DataFrames Exercise#
You can do this exercise in a notebook or as a script (or even in the REPL!).
Load and Clean-up a DataFrame#
Open the reduced Higgs ML dataset, that you will find in the assets
area of this tutorial, if you cloned it or are running via Binder (or you can get it here).
N.B. To understand the structure of the data, have a look at the Higgs ML Website and the CERN Opendata Portal.
First, clean the dataset, replacing all of the numerical \(-999.0\) values with the correct Julia missing
values.
Plot Primary Variables for Signal and Background#
For the signal and background events (Label == 's'
, Label == 'b'
respectively), plot the tau and lepton \(p_T\) and \((\eta, \phi)\).
This is a nice way to start to visualise if this is a significant variable for distinguishing signal from background.
If scatter plots are too busy, you could subsample the data using the usual Julia slice notation, [start:step:end]
.
Summary Values#
Using the Statistics
package, find the mean and standard deviation for the tau and lepton \(p_T\) (try to use the original data frame and groupby
).
Derive Data and Plot#
Calculate the distance metric between the tau and the lepton, \(d = \sqrt{(\eta_\tau - \eta_{lep})^2 + (\phi_\tau - \phi_{lep})^2}\)
Remember that \(\delta\phi\) should be normalised.
Next Steps#
For this exercise we haven’t really time to do much more than this initial data exploration.
If you wanted to take this further, a nice direction is to learn the basics of one of the
nice Julia ML packages (MJL.jl
or Flux.jl
) and start training some ML networks to distinguish
the Higgs events from the background. After all, that is exactly the raison d’être of this dataset!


**Exercise brief:**
For the material below, the sole required output is the number of lines that include "Image".
------------------------------------------------------------------------
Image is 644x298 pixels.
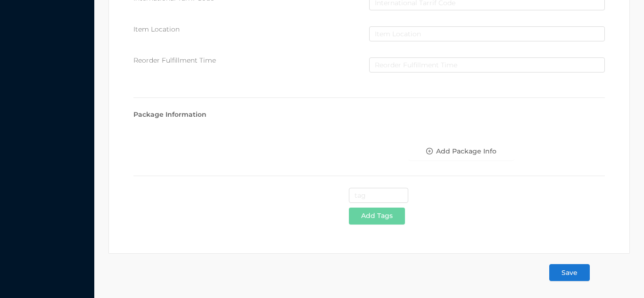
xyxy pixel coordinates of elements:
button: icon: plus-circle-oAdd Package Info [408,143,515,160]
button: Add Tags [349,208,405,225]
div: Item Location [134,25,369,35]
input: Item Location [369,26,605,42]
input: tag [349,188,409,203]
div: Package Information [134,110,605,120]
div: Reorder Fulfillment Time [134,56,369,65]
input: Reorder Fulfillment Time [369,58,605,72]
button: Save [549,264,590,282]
------------------------------------------------------------------------
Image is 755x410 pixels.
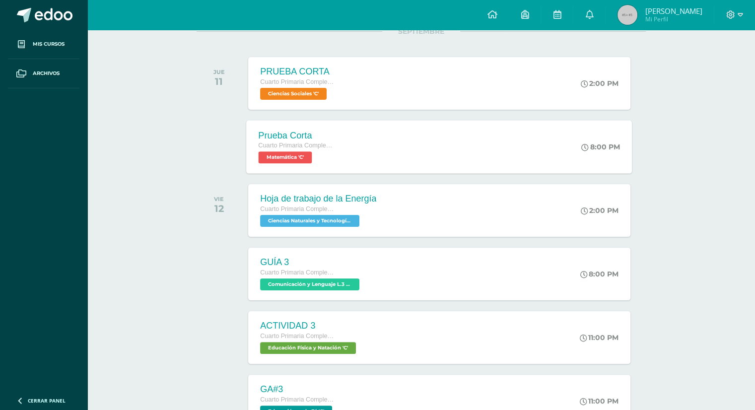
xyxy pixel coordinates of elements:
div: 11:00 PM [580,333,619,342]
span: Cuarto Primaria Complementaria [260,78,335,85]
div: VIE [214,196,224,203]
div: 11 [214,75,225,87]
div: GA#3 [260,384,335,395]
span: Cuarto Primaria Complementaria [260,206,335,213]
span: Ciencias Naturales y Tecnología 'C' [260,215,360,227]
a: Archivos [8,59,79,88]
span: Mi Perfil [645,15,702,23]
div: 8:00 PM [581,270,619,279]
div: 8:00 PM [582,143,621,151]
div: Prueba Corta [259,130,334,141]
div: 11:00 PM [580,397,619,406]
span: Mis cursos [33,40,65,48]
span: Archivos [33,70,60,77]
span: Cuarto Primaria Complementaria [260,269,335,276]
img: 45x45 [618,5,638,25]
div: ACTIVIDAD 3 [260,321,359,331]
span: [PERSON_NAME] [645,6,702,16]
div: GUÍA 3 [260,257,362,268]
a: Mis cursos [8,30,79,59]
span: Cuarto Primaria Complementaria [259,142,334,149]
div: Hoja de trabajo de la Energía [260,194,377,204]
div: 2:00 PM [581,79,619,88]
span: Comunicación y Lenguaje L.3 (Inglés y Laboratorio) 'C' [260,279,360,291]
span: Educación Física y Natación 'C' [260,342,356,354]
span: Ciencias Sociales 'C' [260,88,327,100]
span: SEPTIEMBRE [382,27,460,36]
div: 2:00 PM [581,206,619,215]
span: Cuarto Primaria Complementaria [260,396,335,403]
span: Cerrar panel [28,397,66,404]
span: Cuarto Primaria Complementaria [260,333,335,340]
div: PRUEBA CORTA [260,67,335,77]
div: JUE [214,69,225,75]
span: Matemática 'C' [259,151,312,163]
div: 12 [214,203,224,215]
------------------------------------------------------------------------
**Exercise result:**
2